1. One violated right is a violated right. Suffering is not increased by
numbers. One body can contain all the suffering the world can take.

2. In Human Rights, we do not judge in terms of quantity (alone). By doing
so, one surely betrays Human Rights's principles.

3. We must, therefore, no longer allow the sovereignty of states to be used
as a shield for gross violations of Human Rights, simply because there are
times when sovereignty just protects grave suffering. (J. K. Galbraith).

4. The Human Rights struggle is about turning human suffering into history
rather than destiny --and we can't face heavy artillery with water guns. (D.
A. Moi)  That is the naked truth.

5. But we live in a world still in need of believing in old truths that
nobody has wanted to believe in...and Human Rights are not exactly a new
truth.

6. Because to achieve change one has to attain a critical mass of process
ownership, human social struggles are, by necessity, intergenerational. (C.
Sepulveda)  But this does not allow for complacency or procrastination.
Bluntly put: the struggle for Human Rights is overdue.

7. Health rights  are to be taken-up-by rather than bestowed-on or given-to
the people as charity. So, to move the process ahead, we need to move into
new territory. For example, we need more parliamentary, civil society and
student involvement in the struggle for Human Rights: more constituent
groups have to take ownership of the human-rights-restoring process.

8. In the struggle to achieve that, it has been easy to meet, but not so
easy to act together. (The rich are more united precisely in that sense;
they close ranks very rapidly when threatened; the rich are also 'very
charitable': they understand that they have to pay ransom for their riches).
(G. B. Shaw)

9. Our challenge, then, is to interpret our individual experience from a
Human Rights perspective to better serve the people so they take de-facto
ownership of the specific struggle for Human Rights. But beware: experience
is not what happens (or has happened) to you, but what you do (or have done)
with what happens (or has happened) to you! (A. Huxley)

10. Idealism, when uninformed by experience, is abstract and dangerous in a
world coerced by the cult of power. (A. A. de Vitis) Moreover, idealism and
ethics are a mockery where the question of action is never even raised.
(Robert Scholes) ...and our inaction and ineffectiveness in the field of
Human Rights is bliss for politicians and bureaucrats. (Or, we sometimes
wrongly assume that decision-makers are rational, righteous and pious, and
will accept hard evidence or will react to outrageous injustice...).

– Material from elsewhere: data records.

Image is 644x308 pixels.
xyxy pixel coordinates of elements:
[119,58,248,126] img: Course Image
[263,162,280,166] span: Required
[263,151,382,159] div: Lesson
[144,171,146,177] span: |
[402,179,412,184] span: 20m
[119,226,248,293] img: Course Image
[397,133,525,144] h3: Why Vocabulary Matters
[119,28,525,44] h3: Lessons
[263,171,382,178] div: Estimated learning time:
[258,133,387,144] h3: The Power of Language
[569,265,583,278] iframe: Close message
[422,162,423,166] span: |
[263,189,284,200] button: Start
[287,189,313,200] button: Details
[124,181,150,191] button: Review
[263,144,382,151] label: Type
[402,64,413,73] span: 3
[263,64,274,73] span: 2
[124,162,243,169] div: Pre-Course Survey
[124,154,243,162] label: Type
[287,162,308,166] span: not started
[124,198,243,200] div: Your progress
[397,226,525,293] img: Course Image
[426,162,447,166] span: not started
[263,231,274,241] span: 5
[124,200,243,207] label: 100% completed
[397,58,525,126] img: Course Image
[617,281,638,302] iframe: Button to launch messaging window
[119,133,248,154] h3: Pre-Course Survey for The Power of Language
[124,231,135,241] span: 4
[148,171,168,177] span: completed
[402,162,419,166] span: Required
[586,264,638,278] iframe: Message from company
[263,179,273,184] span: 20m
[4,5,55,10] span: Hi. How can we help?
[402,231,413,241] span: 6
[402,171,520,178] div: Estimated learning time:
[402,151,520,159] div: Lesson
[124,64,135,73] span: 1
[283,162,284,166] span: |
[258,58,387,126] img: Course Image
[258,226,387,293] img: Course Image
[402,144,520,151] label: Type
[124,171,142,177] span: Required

11. Too often, the aim is clear, but what precisely we want to achieve, and
how we can act together, is less clear; the 'how', on 'how-to-get-to-our-aim
' stays in the dark. Too often too, genuine protest movements have big
words, but even a bigger cluelessness. We do not want to be like that.
Slogans alone no longer do in Human Rights work. The discrepancy between
slogans and reality is simply too painfully apparent. The challenge thus is
to go from getting-all-relevant-information -- to mounting-an-argument -- to
organizing-action. But beware, too often have we tended to mistake
(sometimes endless) negotiations for action. (J. G. Speth)

12. Standing up for a common cause often means to resist, to oppose, to
redirect, to counter, to denounce. Getting the right information to claim
holders is thus an armor and a weapon for people to take the ownership of
Human Rights work. From the right to know and the duty to inquire flows the
obligation to act. (S. Steingraber)

13. In the Human Rights arena, courageous individuals act; they listen to
people's complaints, learn from them and teach them; they treat them like
someone of value.

14. The challenge is thus to adopt a course of action which, for all its
drawbacks,  positively affects social change in the direction of the
achievement of all Human Rights. And when acting, just REacting limits our
choices. We have to take the initiative and denounce, yes, but also announce
a new order.

15. While denouncing, presenting alternatives, showing the way and
suggesting alternatives, Human Rights activists have to be 'comfort-busters'
and 'disquieters', as well as 'callers-to-reflection-and-action'. This
eventually makes them into true alter-egos of the civil society community.
Their mission is to center-the-debate and articulate-the-reasons for Human
Rights. It is indeed a heroic battle of 'universal ideas against special
interests'.

16. For all the above reasons, I see our task as critics being one of
actively politicizing the Human Rights discourse and leading it into new
action-oriented positions.

17. In doing so, we also often have to unveil the workings of many a
colonized consciousness: Great spirits have always encountered violent
opposition from mediocre minds. (A. Einstein)

18. So, if you think we are too small to be effective in upholding Human
Rights, ...you have never been in bed with a flee.